Calvert of Maryland - James Otis |
It would astonish an English farmer to see how lavishly everything grows here in this land of America. We did nothing toward enriching the soil when our corn was planted, and yet the harvest was so great as to astonish every one, save the savages who were accustomed to such generous bounty from the earth.
Not only did we gather of corn, from the fields which the brown-skinned man had planted and from those which we ourselves put under cultivation, as much as would serve our entire company a full year, however generous they might be in the use of it, but we had fifteen hundred bushels to spare.
The storehouse which we had built was all too small to contain this bountiful supply, and our people cast about to know what might be done with it.

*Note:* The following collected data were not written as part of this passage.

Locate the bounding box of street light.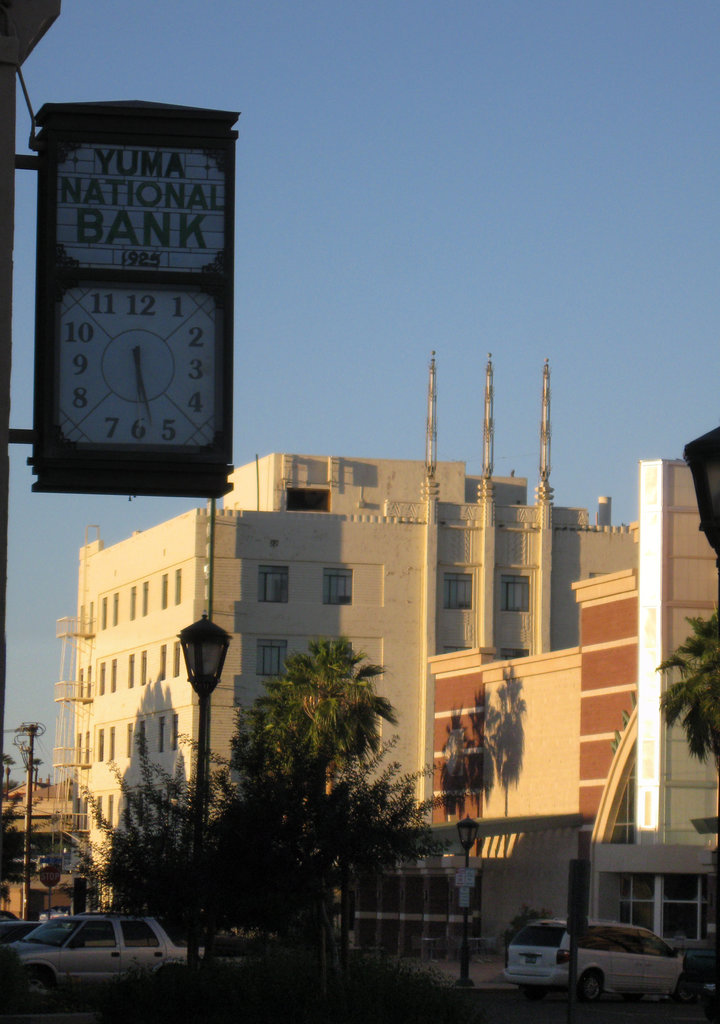
Bounding box: (x1=450, y1=810, x2=477, y2=991).
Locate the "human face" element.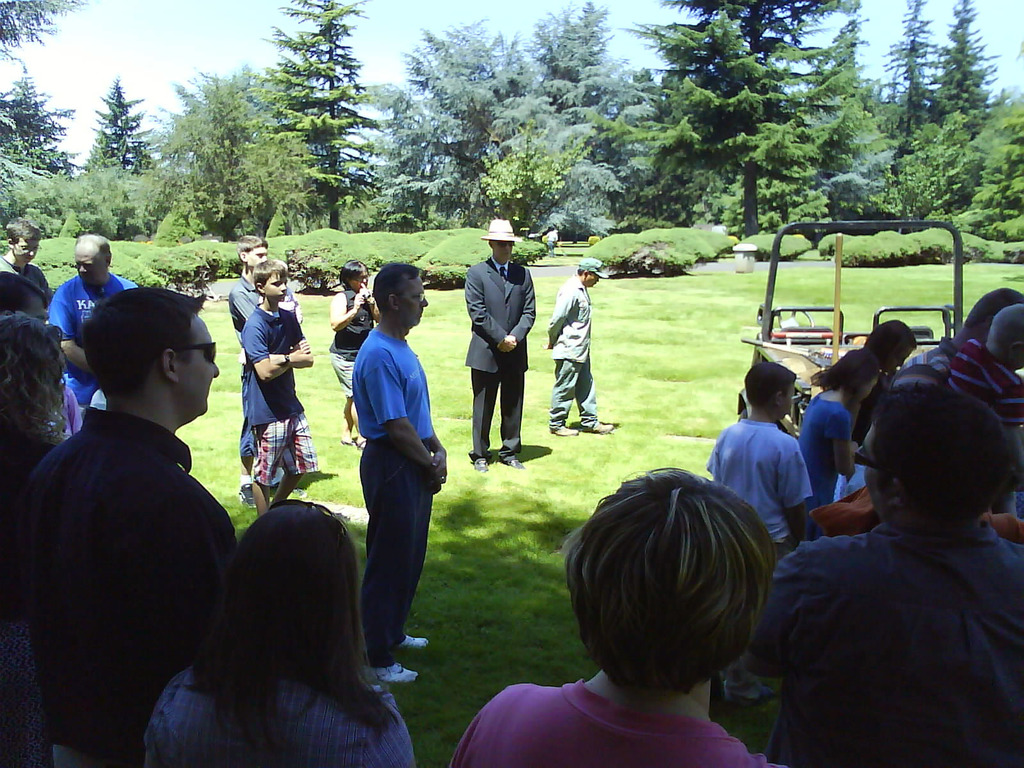
Element bbox: Rect(180, 316, 220, 413).
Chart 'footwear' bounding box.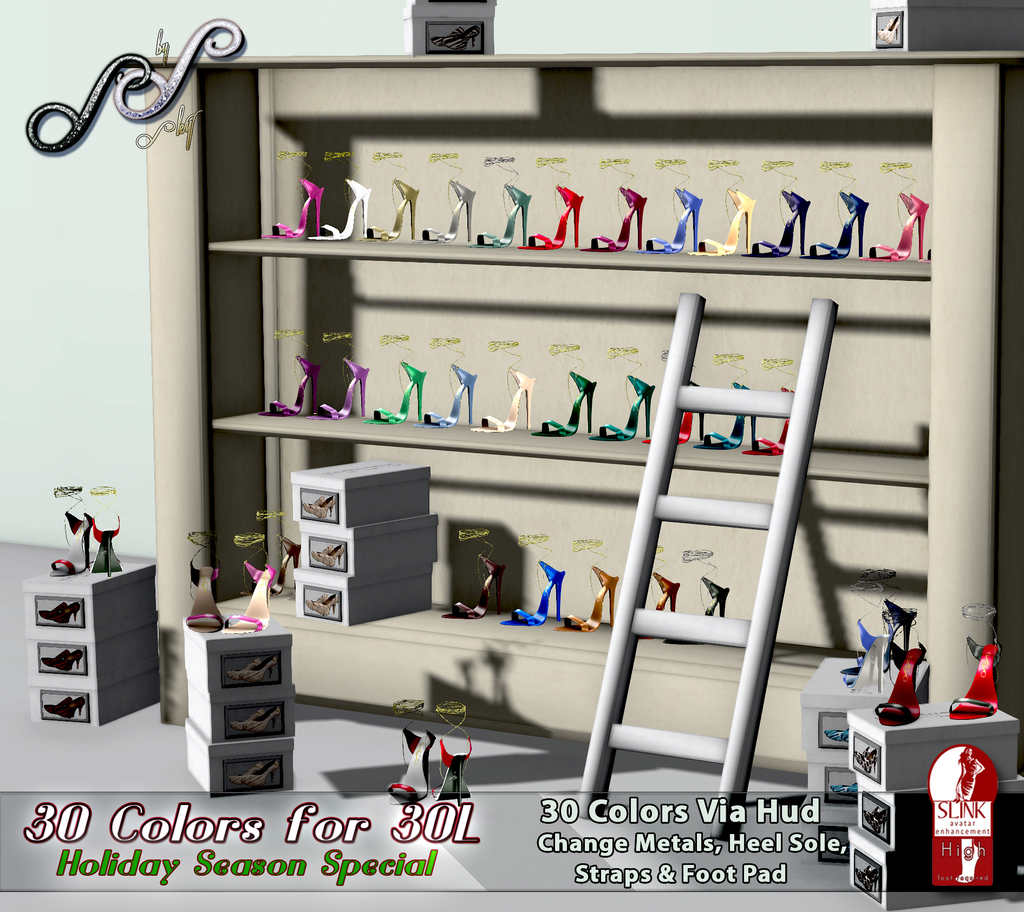
Charted: 92:492:126:571.
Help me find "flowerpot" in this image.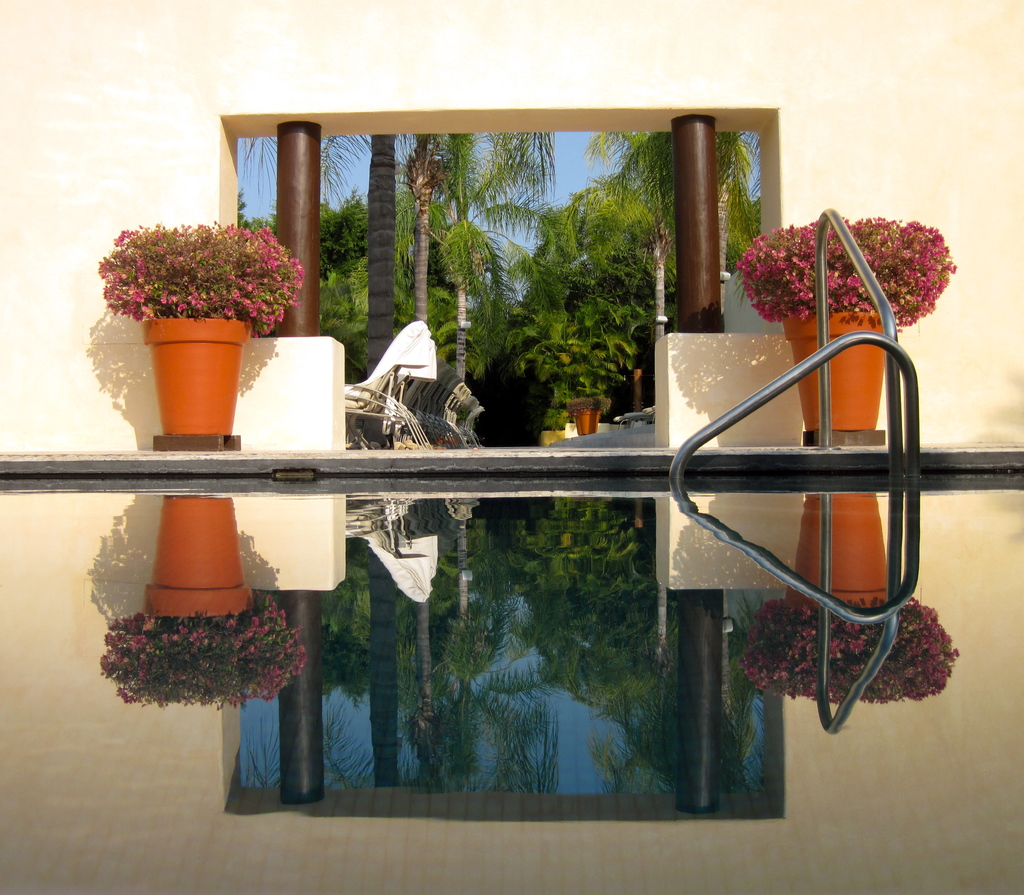
Found it: {"left": 785, "top": 310, "right": 893, "bottom": 430}.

Governor Calvert sent a message to the people at Jamestown, asking if it would please them to buy corn from us in payment of the goods we had already purchased from them, and the reply came back that the settlers of Virginia had ample store and to spare, therefore we could not hope to dispose of the grain near at home.
Then it was my uncle proposed that the Dove be, laden with a thousand bushels of corn, and sent to those Englishmen who had settled in Plymouth, for, so some of the people in Virginia said, the harvest at that place had been scanty, therefore it would be a deed of charity, as well as a matter of business, to send there the grain which we ourselves could not use, trusting that those settlers would be willing to pay a fair price either in money, wampum, or goods.
This plan seemed to Governor Calvert a good one, and once the Dove was fully laden, which is to say when we had put one thousand bushels of corn in her, Christopher Marten was chosen to act as merchant in selling the cargo.
He, together with the crew of the pinnace, set sail without delay, bearing letters to Master Winthrop of Plymouth, to the effect that we of Maryland were eager to open trade between the provinces.